8. HALF OF ME AWAY AT SEA
Doux Sourire
9/9/2025
Smith is away for navigation audit of an LNG tanker on 3rd September from Bintulu, Malaysia. He will come back on 14th September morning from Ulsan, South Korea. Only 6 days have passed and time is just slow.
The alarm clock rang at 6:30am, and I opened my eyes to an empty space beside me. Normally, the first thing I see is Smith, curled up in sleep, and that quite sight makes me grateful before the day even begins. But today, he was not there. From the very moment my eyes opened, I started missing him.
The morning kept me busy-dusting, cleaning, preparing breakfast, and helping my mother-in-law with lunch. Yet between all this, my heart ached most at 8:30am. That is our time. Every day, I bring a glass of chia seed water into the room, pull open the curtains, and watch the sunlight fall on his face. He always hides under the blanket, giggling when I kiss him good morning. For 11 years, this little ritual has never lost its charm. I would hold his face, call him my pink bunny, and listen to his sleepy plea for “five more minutes.” I always deny, gently help him sit up and placing the pillow behind his back. Then I hand him the chia water, and we began our day together.
But today, there was no sleepy smile, no playful giggle. Just me, my breakfast, and some random YouTube videos for company.
After finishing my chores, I worked out alone. One full hour of weight training, though the silence in the room made me long for his voice, correcting my form, or showing me some new technique. Lunch followed at 12:30pm sharp with my parents-in-law.
The afternoon passed with a short nap, and then I got ready for my MMA class at 4pm. Everyone noticed his absence, asking where Smith was. “He has gone for auditing.” I answered, though my heart whispered: He should have been here.
Even surrounded by more then thirty students, I felt a strange loneliness. During breaks, Smith and I always sparred lightly-random punches, silly kicks, and endless giggles. Today, there was just silence.
By 8pm, I was home again-dinner, chores, chopping vegetables, and a little “toolbox meeting” with my mother-in-law to plan the next day’s work. By 9:30pm, I was in my room.
That is when the distance feels the longest. Smith is three and half hours ahead in South Korea, and while my day slows down, his night begins. Most days, our schedules refuse to align-when I am free, he is working; when he is free, I am asleep. Tonight, he is already deep in sleep, while I try to feel the silence with my Spanish class and, later, my blog.

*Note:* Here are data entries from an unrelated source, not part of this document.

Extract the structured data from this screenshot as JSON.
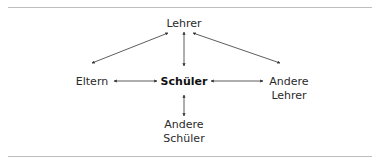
{
  "diagram": {
    "nodes": {
      "top": "Lehrer",
      "center": "Schüler",
      "left": "Eltern",
      "right_line1": "Andere",
      "right_line2": "Lehrer",
      "bottom_line1": "Andere",
      "bottom_line2": "Schüler"
    },
    "edges": [
      {
        "from": "Lehrer",
        "to": "Eltern",
        "type": "bidirectional"
      },
      {
        "from": "Lehrer",
        "to": "Schüler",
        "type": "bidirectional"
      },
      {
        "from": "Lehrer",
        "to": "Andere Lehrer",
        "type": "bidirectional"
      },
      {
        "from": "Eltern",
        "to": "Schüler",
        "type": "bidirectional"
      },
      {
        "from": "Schüler",
        "to": "Andere Lehrer",
        "type": "bidirectional"
      },
      {
        "from": "Schüler",
        "to": "Andere Schüler",
        "type": "bidirectional"
      }
    ],
    "colors": {
      "line": "#333333",
      "rule": "#bdbdbd"
    }
  }
}
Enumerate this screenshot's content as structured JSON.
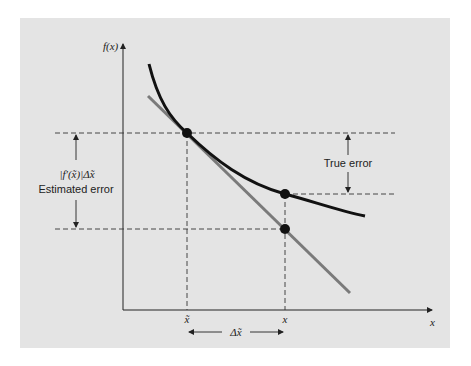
{
  "diagram": {
    "y_axis_label": "f(x)",
    "x_axis_label": "x",
    "x_tick_approx": "x̃",
    "x_tick_true": "x",
    "delta_label": "Δx̃",
    "estimated_error_formula": "|f′(x̃)|Δx̃",
    "estimated_error_label": "Estimated error",
    "true_error_label": "True error",
    "colors": {
      "panel": "#e4e4e4",
      "curve": "#111111",
      "tangent": "#7a7a7a",
      "guides": "#333333"
    }
  }
}
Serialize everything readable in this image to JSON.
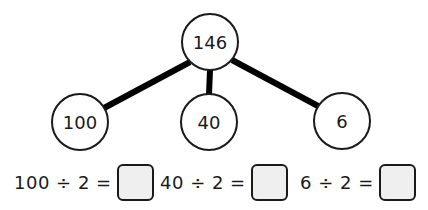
{
  "tree": {
    "root": {
      "label": "146",
      "cx": 210,
      "cy": 42
    },
    "children": [
      {
        "label": "100",
        "cx": 80,
        "cy": 122
      },
      {
        "label": "40",
        "cx": 209,
        "cy": 122
      },
      {
        "label": "6",
        "cx": 342,
        "cy": 121
      }
    ],
    "node_radius": 28,
    "line_color": "#000000"
  },
  "equations": [
    {
      "text": "100 ÷ 2 =",
      "answer": ""
    },
    {
      "text": "40 ÷ 2 =",
      "answer": ""
    },
    {
      "text": "6 ÷ 2 =",
      "answer": ""
    }
  ],
  "colors": {
    "ink": "#1a1a1a",
    "answer_box_fill": "#efefef"
  }
}
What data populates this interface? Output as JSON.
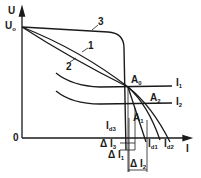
{
  "diagram": {
    "type": "voltage-current characteristic",
    "axes": {
      "y_label": "U",
      "y_start_label": "U",
      "y_start_sub": "o",
      "origin_label": "0",
      "x_label": "I"
    },
    "curves": [
      {
        "id": "1",
        "label": "1"
      },
      {
        "id": "2",
        "label": "2"
      },
      {
        "id": "3",
        "label": "3"
      }
    ],
    "load_lines": [
      {
        "label": "I",
        "sub": "1"
      },
      {
        "label": "I",
        "sub": "2"
      }
    ],
    "points": [
      {
        "label": "A",
        "sub": "0"
      },
      {
        "label": "A",
        "sub": "1"
      },
      {
        "label": "A",
        "sub": "2"
      }
    ],
    "currents": [
      {
        "label": "I",
        "sub": "d3"
      },
      {
        "label": "I",
        "sub": "d1"
      },
      {
        "label": "I",
        "sub": "d2"
      }
    ],
    "deltas": [
      {
        "label": "Δ I",
        "sub": "3"
      },
      {
        "label": "Δ I",
        "sub": "1"
      },
      {
        "label": "Δ I",
        "sub": "2"
      }
    ],
    "colors": {
      "ink": "#1a1a1a",
      "background": "#ffffff"
    }
  }
}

Night is the hardest part of the day. The bed feels colder without him, and the air misses his familiar scent. I crave the comfort of his presence, the sound of his breath beside me. Sometimes I close my eyes and replay the highlights of the day, imagining how I will tell him everything once we talk. Some days we manage to share these little stories, some days we cannot. That is the rhythm of long distance-it teaches patience, even in love.
Today was just another random day without Smith. The hours were filled with chores, routines, training, and learning, but none of it shone the way it does when he is near. Life feels more colourful when he is around; even the simplest acts become beautiful.
Now when I walk alone on the roads, I miss the warmth of his hand holding mine. I miss those little pauses at roadside tea stalls, sipping hot tea together, watching life passes by, and laughing over nothing. I even miss asking him to try the most random, silly foods, just to see the look on his face when he gave in to my madness.
Without him, everything feels hollow. Roads feel longer, evening feels heavier, and even the smallest joys taste bland. The silence beside me is deafening. It feels like time has stopped, as if these days are stolen from my life.
Now, I count the days-ten have stretched into what feels like a hundred, but I remind myself: every dawn brings me closer to his return. On 14th September, he will be back, and the silence will break into laughter again. Until then, I carry the hope of our reunion, the memory of his scent, and the promise of his smile.